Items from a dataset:
== Segment start ==
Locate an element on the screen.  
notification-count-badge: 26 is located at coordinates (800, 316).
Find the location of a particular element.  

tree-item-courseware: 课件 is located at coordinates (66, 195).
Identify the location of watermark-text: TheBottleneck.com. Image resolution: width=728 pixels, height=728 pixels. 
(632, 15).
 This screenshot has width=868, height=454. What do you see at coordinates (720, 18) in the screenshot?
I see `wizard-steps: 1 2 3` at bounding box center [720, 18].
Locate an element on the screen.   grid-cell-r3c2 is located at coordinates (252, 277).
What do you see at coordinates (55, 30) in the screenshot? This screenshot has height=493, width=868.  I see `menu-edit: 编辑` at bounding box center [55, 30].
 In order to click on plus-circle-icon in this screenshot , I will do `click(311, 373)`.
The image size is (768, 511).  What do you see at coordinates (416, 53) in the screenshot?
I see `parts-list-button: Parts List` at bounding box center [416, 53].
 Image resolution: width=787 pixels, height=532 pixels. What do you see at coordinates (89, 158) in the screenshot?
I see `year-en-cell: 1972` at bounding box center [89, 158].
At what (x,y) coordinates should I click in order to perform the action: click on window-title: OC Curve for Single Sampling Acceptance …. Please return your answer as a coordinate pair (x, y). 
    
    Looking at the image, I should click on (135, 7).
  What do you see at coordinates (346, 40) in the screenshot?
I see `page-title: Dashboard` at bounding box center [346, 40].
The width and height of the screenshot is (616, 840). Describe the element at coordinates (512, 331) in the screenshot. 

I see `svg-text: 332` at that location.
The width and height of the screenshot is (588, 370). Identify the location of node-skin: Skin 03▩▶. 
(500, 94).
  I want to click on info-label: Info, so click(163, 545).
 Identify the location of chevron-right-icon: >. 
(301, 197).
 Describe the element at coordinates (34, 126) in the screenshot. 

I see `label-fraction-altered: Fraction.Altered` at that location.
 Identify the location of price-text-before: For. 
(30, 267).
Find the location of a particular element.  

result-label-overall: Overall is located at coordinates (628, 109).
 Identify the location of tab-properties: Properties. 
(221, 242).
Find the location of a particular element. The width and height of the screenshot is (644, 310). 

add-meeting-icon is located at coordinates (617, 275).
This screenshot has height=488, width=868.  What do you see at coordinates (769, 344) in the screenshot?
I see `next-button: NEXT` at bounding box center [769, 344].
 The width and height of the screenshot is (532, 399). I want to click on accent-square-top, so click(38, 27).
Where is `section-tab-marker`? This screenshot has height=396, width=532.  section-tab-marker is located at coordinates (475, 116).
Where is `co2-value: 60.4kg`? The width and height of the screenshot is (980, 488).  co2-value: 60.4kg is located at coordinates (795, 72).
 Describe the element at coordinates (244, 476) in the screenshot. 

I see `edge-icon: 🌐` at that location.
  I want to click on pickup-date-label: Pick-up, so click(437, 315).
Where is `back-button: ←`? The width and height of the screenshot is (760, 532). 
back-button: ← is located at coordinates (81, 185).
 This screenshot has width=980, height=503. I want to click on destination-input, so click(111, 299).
== Segment end ==
Please output every record exactly as it appears.

PROBLEM SOLUTION:
Locate an element on the screen.  
notification-count-badge: 26 is located at coordinates (800, 316).
Find the location of a particular element.  

tree-item-courseware: 课件 is located at coordinates (66, 195).
Identify the location of watermark-text: TheBottleneck.com. Image resolution: width=728 pixels, height=728 pixels. 
(632, 15).
 This screenshot has width=868, height=454. What do you see at coordinates (720, 18) in the screenshot?
I see `wizard-steps: 1 2 3` at bounding box center [720, 18].
Locate an element on the screen.   grid-cell-r3c2 is located at coordinates (252, 277).
What do you see at coordinates (55, 30) in the screenshot? This screenshot has height=493, width=868.  I see `menu-edit: 编辑` at bounding box center [55, 30].
 In order to click on plus-circle-icon in this screenshot , I will do `click(311, 373)`.
The image size is (768, 511).  What do you see at coordinates (416, 53) in the screenshot?
I see `parts-list-button: Parts List` at bounding box center [416, 53].
 Image resolution: width=787 pixels, height=532 pixels. What do you see at coordinates (89, 158) in the screenshot?
I see `year-en-cell: 1972` at bounding box center [89, 158].
At what (x,y) coordinates should I click in order to perform the action: click on window-title: OC Curve for Single Sampling Acceptance …. Please return your answer as a coordinate pair (x, y). 
    
    Looking at the image, I should click on (135, 7).
  What do you see at coordinates (346, 40) in the screenshot?
I see `page-title: Dashboard` at bounding box center [346, 40].
The width and height of the screenshot is (616, 840). Describe the element at coordinates (512, 331) in the screenshot. 

I see `svg-text: 332` at that location.
The width and height of the screenshot is (588, 370). Identify the location of node-skin: Skin 03▩▶. 
(500, 94).
  I want to click on info-label: Info, so click(163, 545).
 Identify the location of chevron-right-icon: >. 
(301, 197).
 Describe the element at coordinates (34, 126) in the screenshot. 

I see `label-fraction-altered: Fraction.Altered` at that location.
 Identify the location of price-text-before: For. 
(30, 267).
Find the location of a particular element.  

result-label-overall: Overall is located at coordinates (628, 109).
 Identify the location of tab-properties: Properties. 
(221, 242).
Find the location of a particular element. The width and height of the screenshot is (644, 310). 

add-meeting-icon is located at coordinates (617, 275).
This screenshot has height=488, width=868.  What do you see at coordinates (769, 344) in the screenshot?
I see `next-button: NEXT` at bounding box center [769, 344].
 The width and height of the screenshot is (532, 399). I want to click on accent-square-top, so click(38, 27).
Where is `section-tab-marker`? This screenshot has height=396, width=532.  section-tab-marker is located at coordinates (475, 116).
Where is `co2-value: 60.4kg`? The width and height of the screenshot is (980, 488).  co2-value: 60.4kg is located at coordinates (795, 72).
 Describe the element at coordinates (244, 476) in the screenshot. 

I see `edge-icon: 🌐` at that location.
  I want to click on pickup-date-label: Pick-up, so click(437, 315).
Where is `back-button: ←`? The width and height of the screenshot is (760, 532). 
back-button: ← is located at coordinates (81, 185).
 This screenshot has width=980, height=503. I want to click on destination-input, so click(111, 299).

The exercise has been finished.